Albert Goldbarth
On January 31, 1948, Albert Goldbarth was born in Chicago, Illinois. He received his BA from the University of Illinois, Chicago Circle campus, in 1969 and his MFA from the University of Iowa in 1971. He taught at the Elgin Community College in Chicago until 1972 and as a coordinator for the Traveling Writers Workshop for public schools in the Chicago area.
In 1974, he completed a year of classes at the University of Utah while working toward his PhD in creative writing. Over a year's time, Goldbarth received the Poetry Northwest Theodore Roethke Prize, published a chapbook, Under Cover, and had completed two full-length poetry collections, Coprolites and Opticks (published in 1974). He left Utah early to pursue a teaching career and worked briefly at Cornell and Syracuse Universities before moving to the University of Texas, Austin, where he taught from 1977 to 1987.

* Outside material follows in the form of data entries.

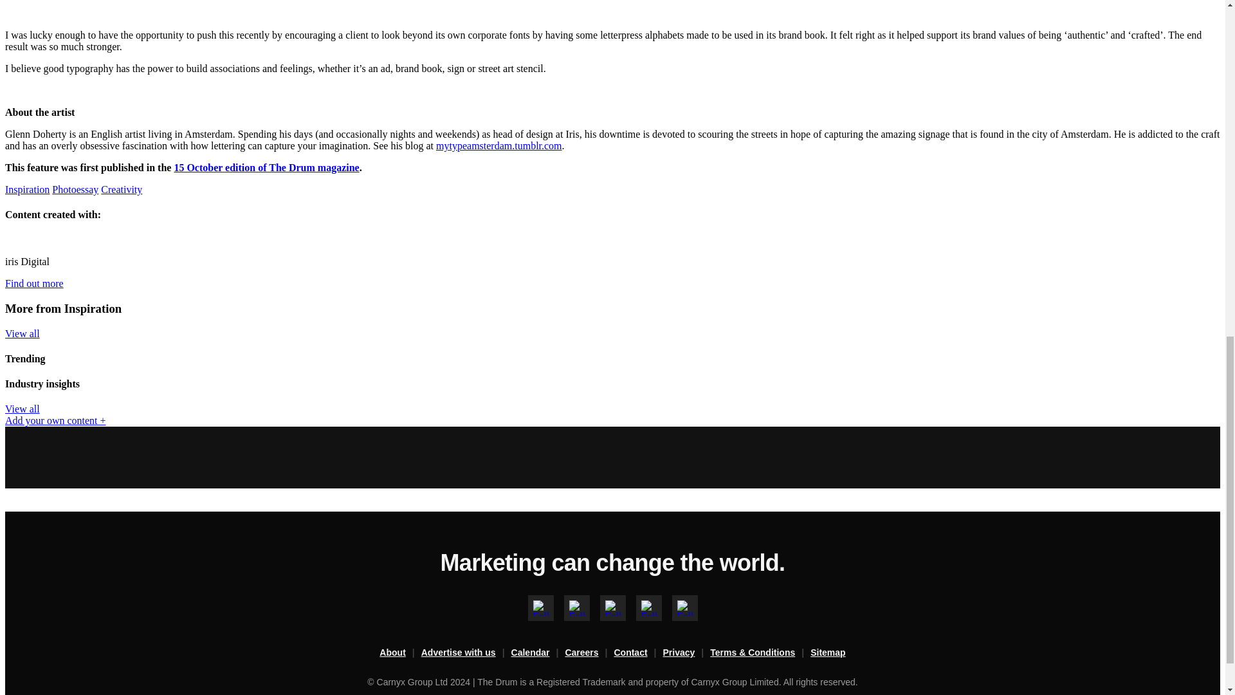 This screenshot has height=695, width=1235. Describe the element at coordinates (499, 145) in the screenshot. I see `mytypeamsterdam.tumblr.com` at that location.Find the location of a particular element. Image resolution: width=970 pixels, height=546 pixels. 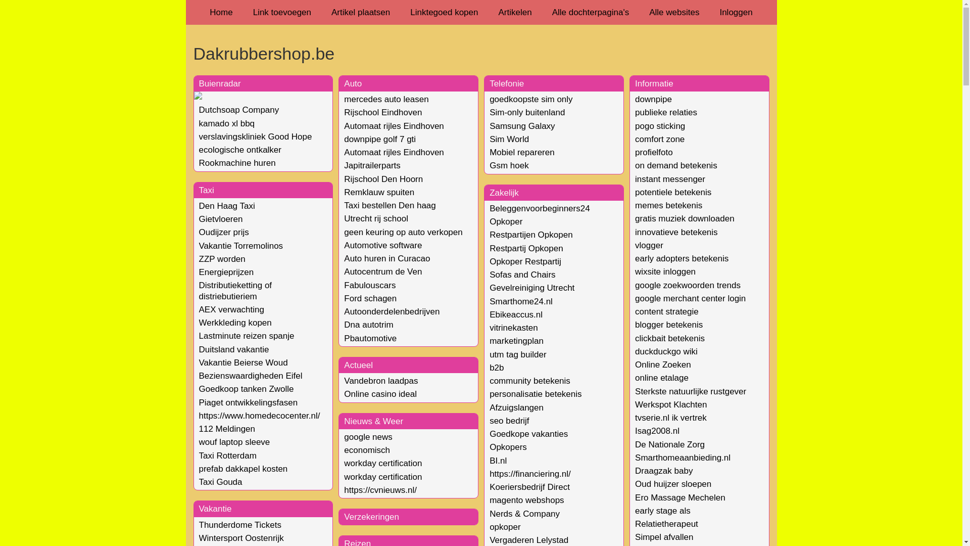

Vakantie Beierse Woud is located at coordinates (243, 363). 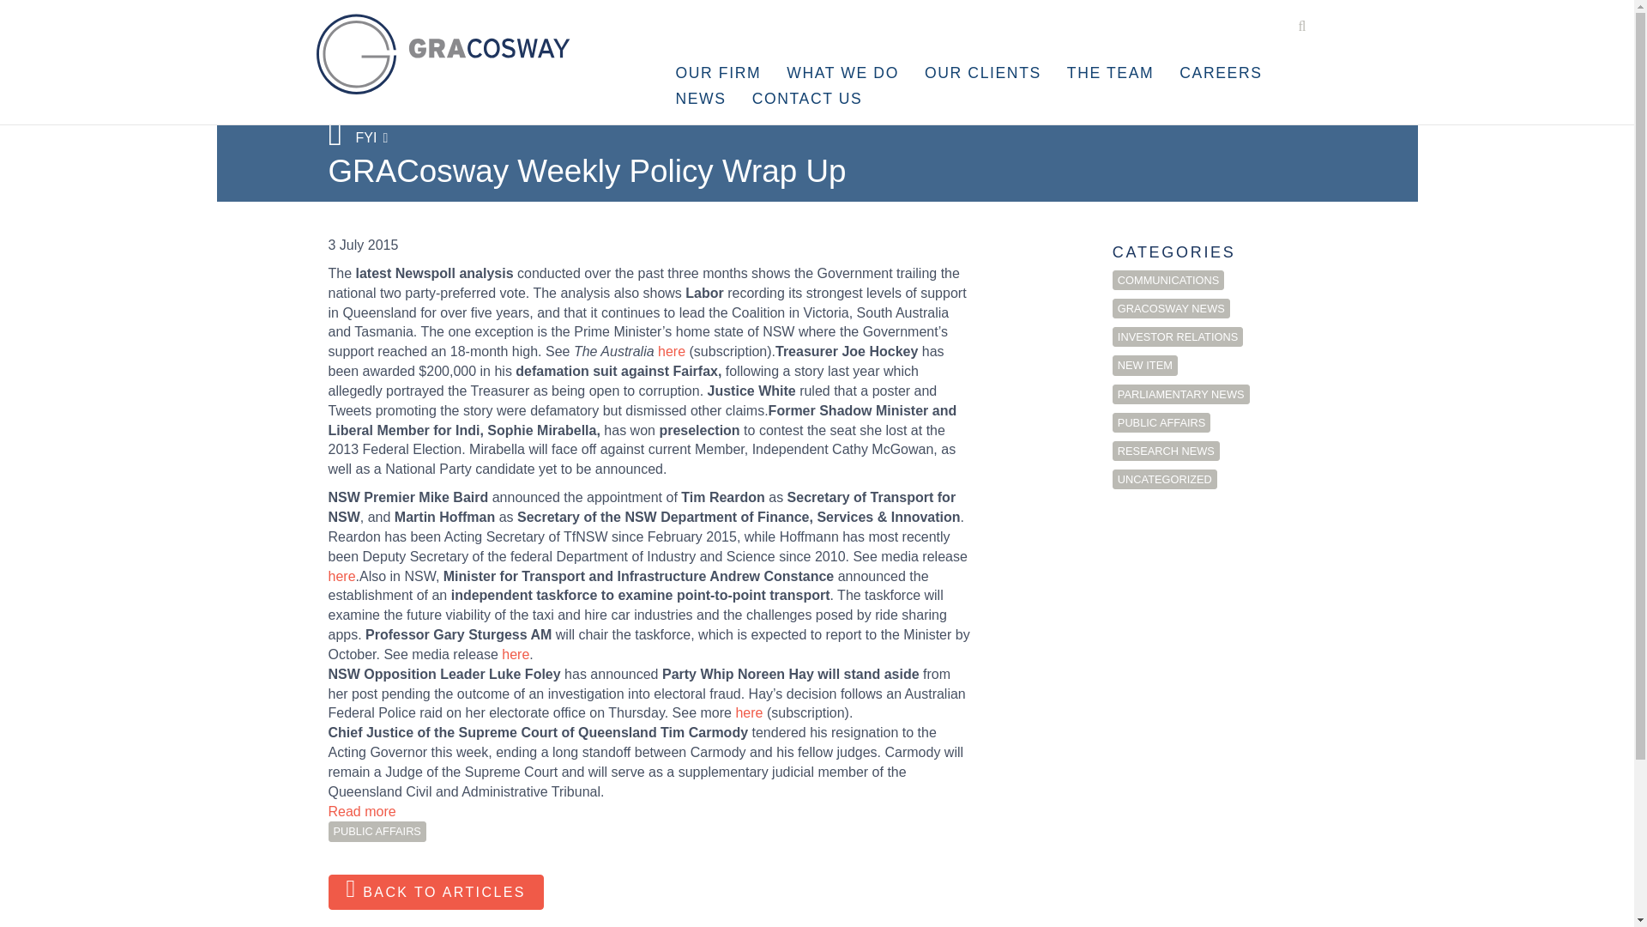 I want to click on here, so click(x=341, y=575). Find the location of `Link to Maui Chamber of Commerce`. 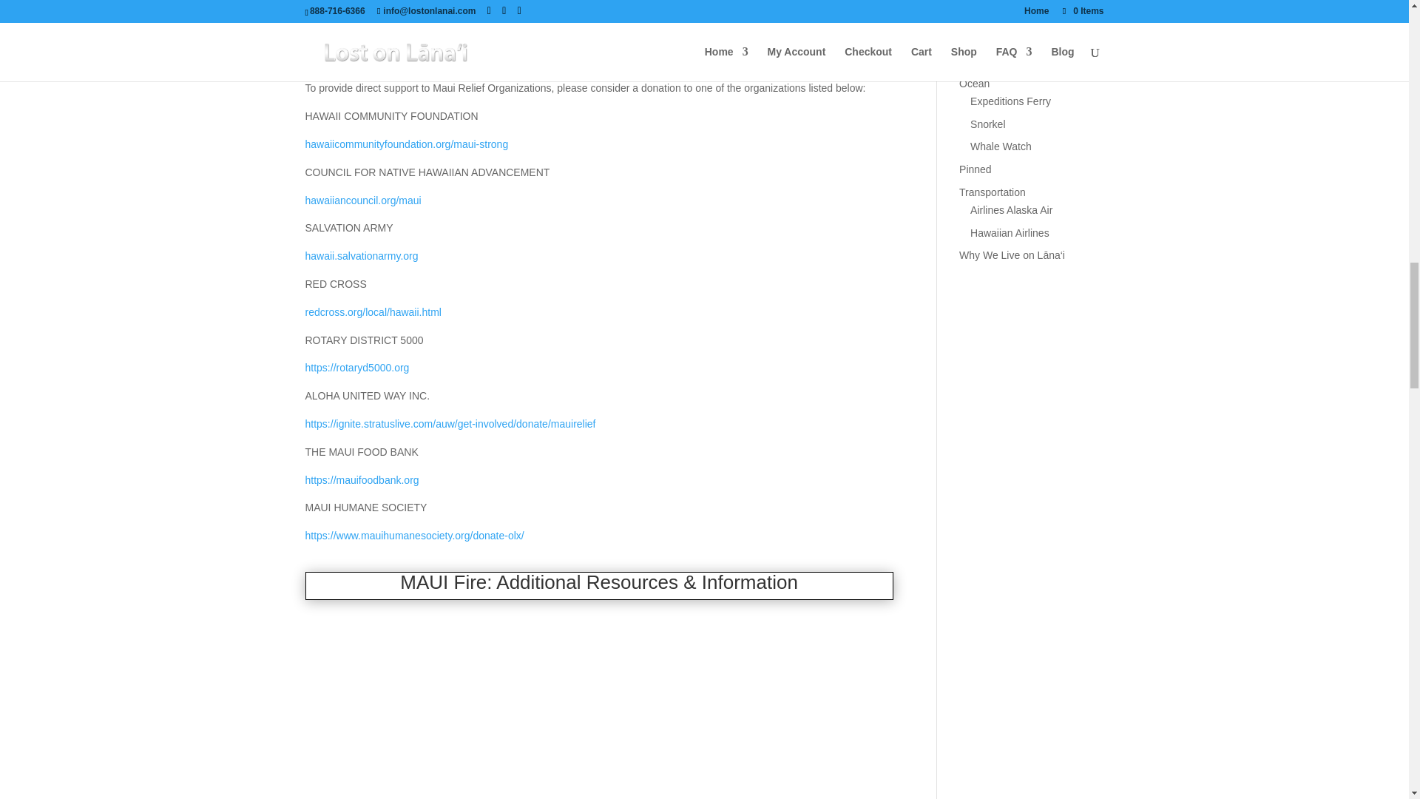

Link to Maui Chamber of Commerce is located at coordinates (387, 61).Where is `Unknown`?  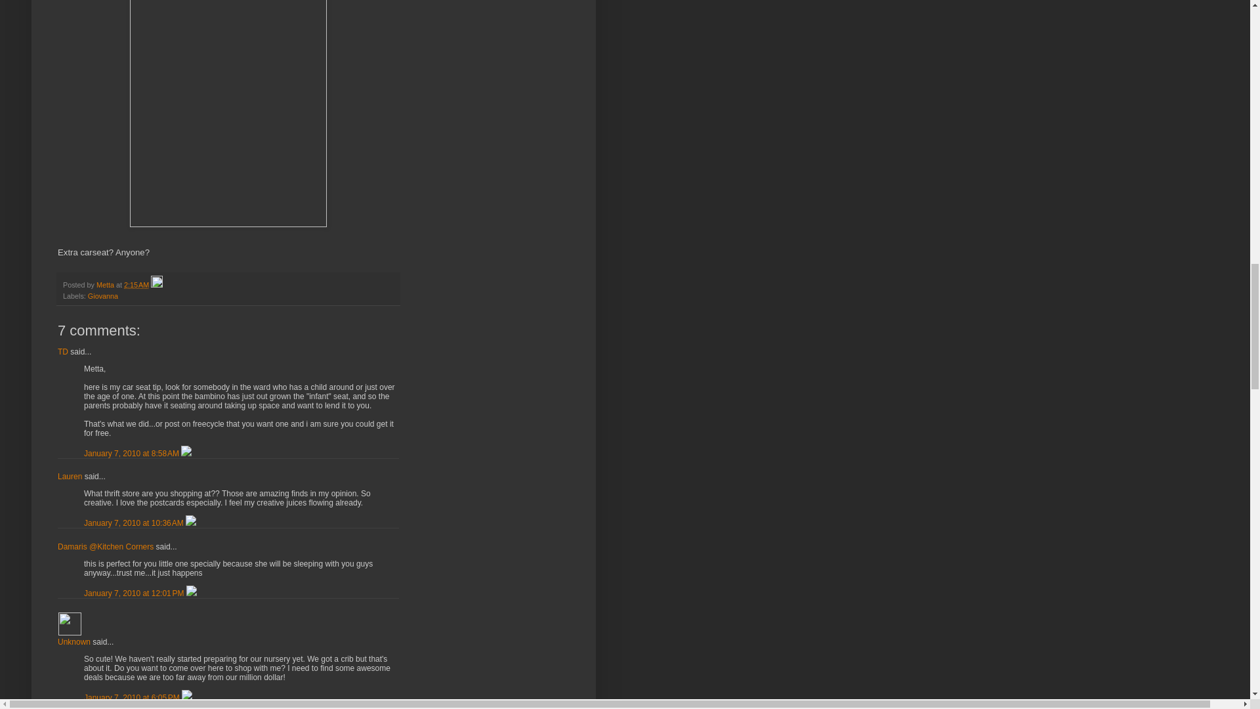 Unknown is located at coordinates (70, 624).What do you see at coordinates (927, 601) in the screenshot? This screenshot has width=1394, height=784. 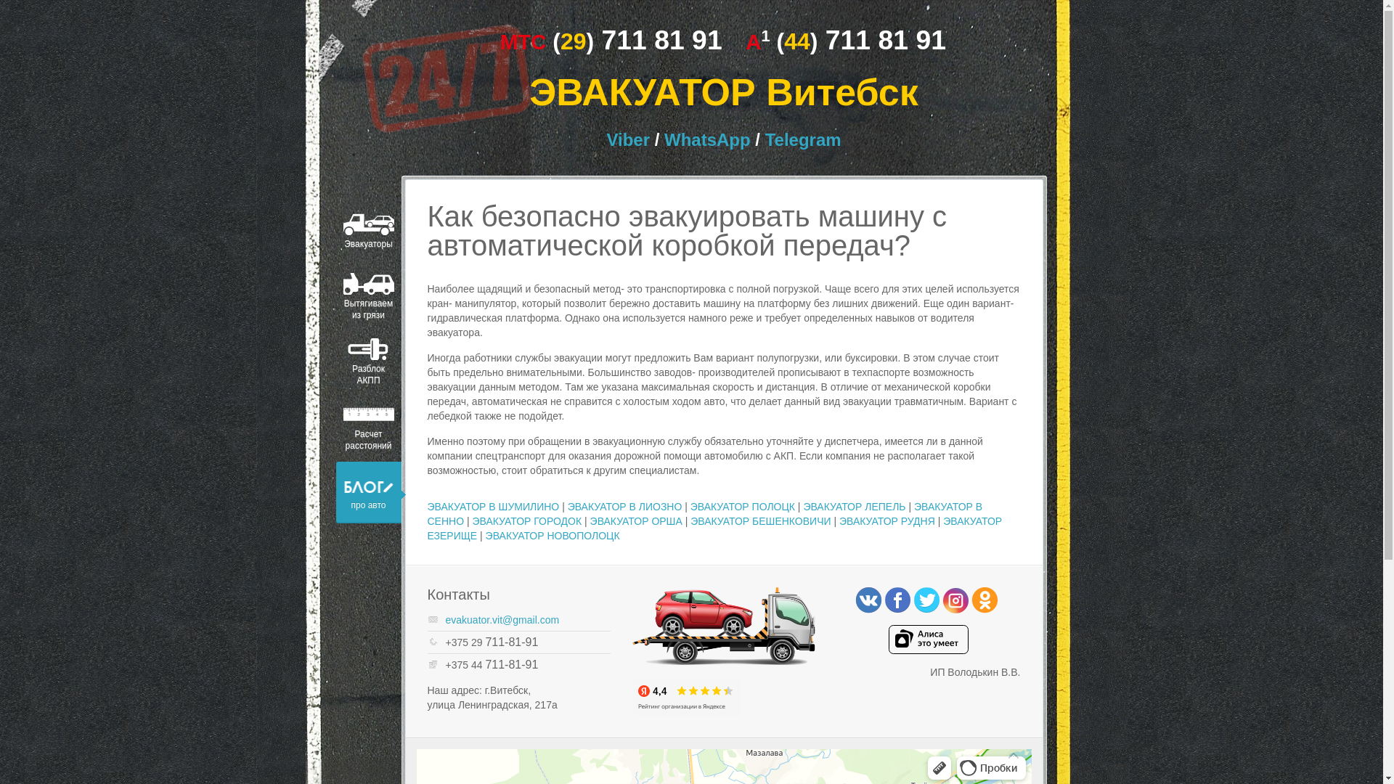 I see `Twitter` at bounding box center [927, 601].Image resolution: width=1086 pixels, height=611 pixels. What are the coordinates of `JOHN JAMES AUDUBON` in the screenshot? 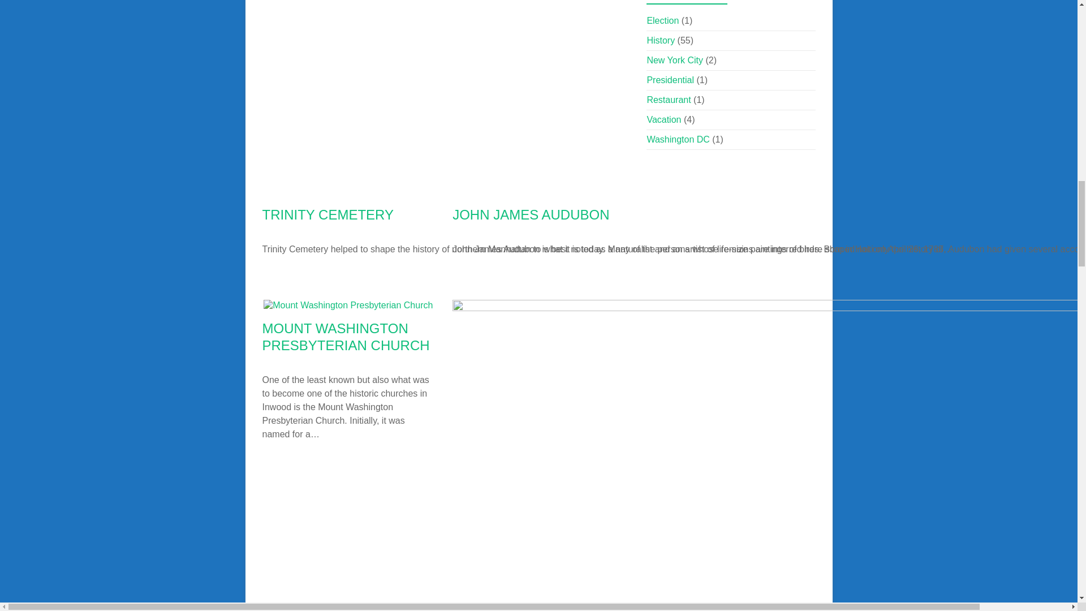 It's located at (531, 215).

Since then, he has published more than twenty-five collections of poetry, includingTo Be Read in 500 Years: Poems (Graywolf Press, 2009); The Kitchen Sink: New and Selected Poems 1972-2007 (2007); Saving Lives (2001) and Heaven and Earth: A Cosmology (1991), both of which won the National Book Critics Circle award for poetry (Goldbarth is the only poet to have received the award twice); Popular Culture (1990), which received the Ohio State University Press / The Journal Award; and Jan. 31 (1974), which was nominated in 1975 for the National Book Award.
When asked about the "job of poetry," Goldbarth told The Missouri Review, "It's not my place to define the job of poetry, but a lot of my poems do try to serve as memorials, as segments of frozen time that save people or cultural moments that have otherwise passed away or are in danger of passing away."
Goldbarth was invited to edit Every Pleasure: The "Seneca Review" Long Poem Anthology (1979). He has also written several collections of essays, including Many Circles (Graywolf Press, 2001), winner of the PEN West Creative Nonfiction Award, A Sympathy of Souls (1990) and Great Topics of the World (1994), and a novel, Pieces of Payne (Graywolf Press, 2001). His work has been featured in numerous anthologies, including The Harvard Book of Contemporary Poetry (Harvard University Press, 1985).
About his work, the critic Helen Vendler has said, "Half of Goldbarth's imagination . . . is what is usually called religious. Goldbarth's tenderness toward the mystical does not, however, vitiate his enormous curiosity, or the momentum of his zest, or his sympathy of souls with the historical personages he resuscitates. . . . His rhetoric is eager to mirror the number of things the world is full of, the unexpected fulfillments it holds in its arms."
Goldbarth's honors include fellowships from the National Endowment for the Arts and the Guggenheim Foundation. He was also named to the arts advisory board of the Judah L. Magnes Jewish Museum in Berkeley, California, in 1999.
He is Adele Davis Distinguished Professor of Humanities at Wichita State University, where he has taught since 1987. He lives in Wichita, Kansas.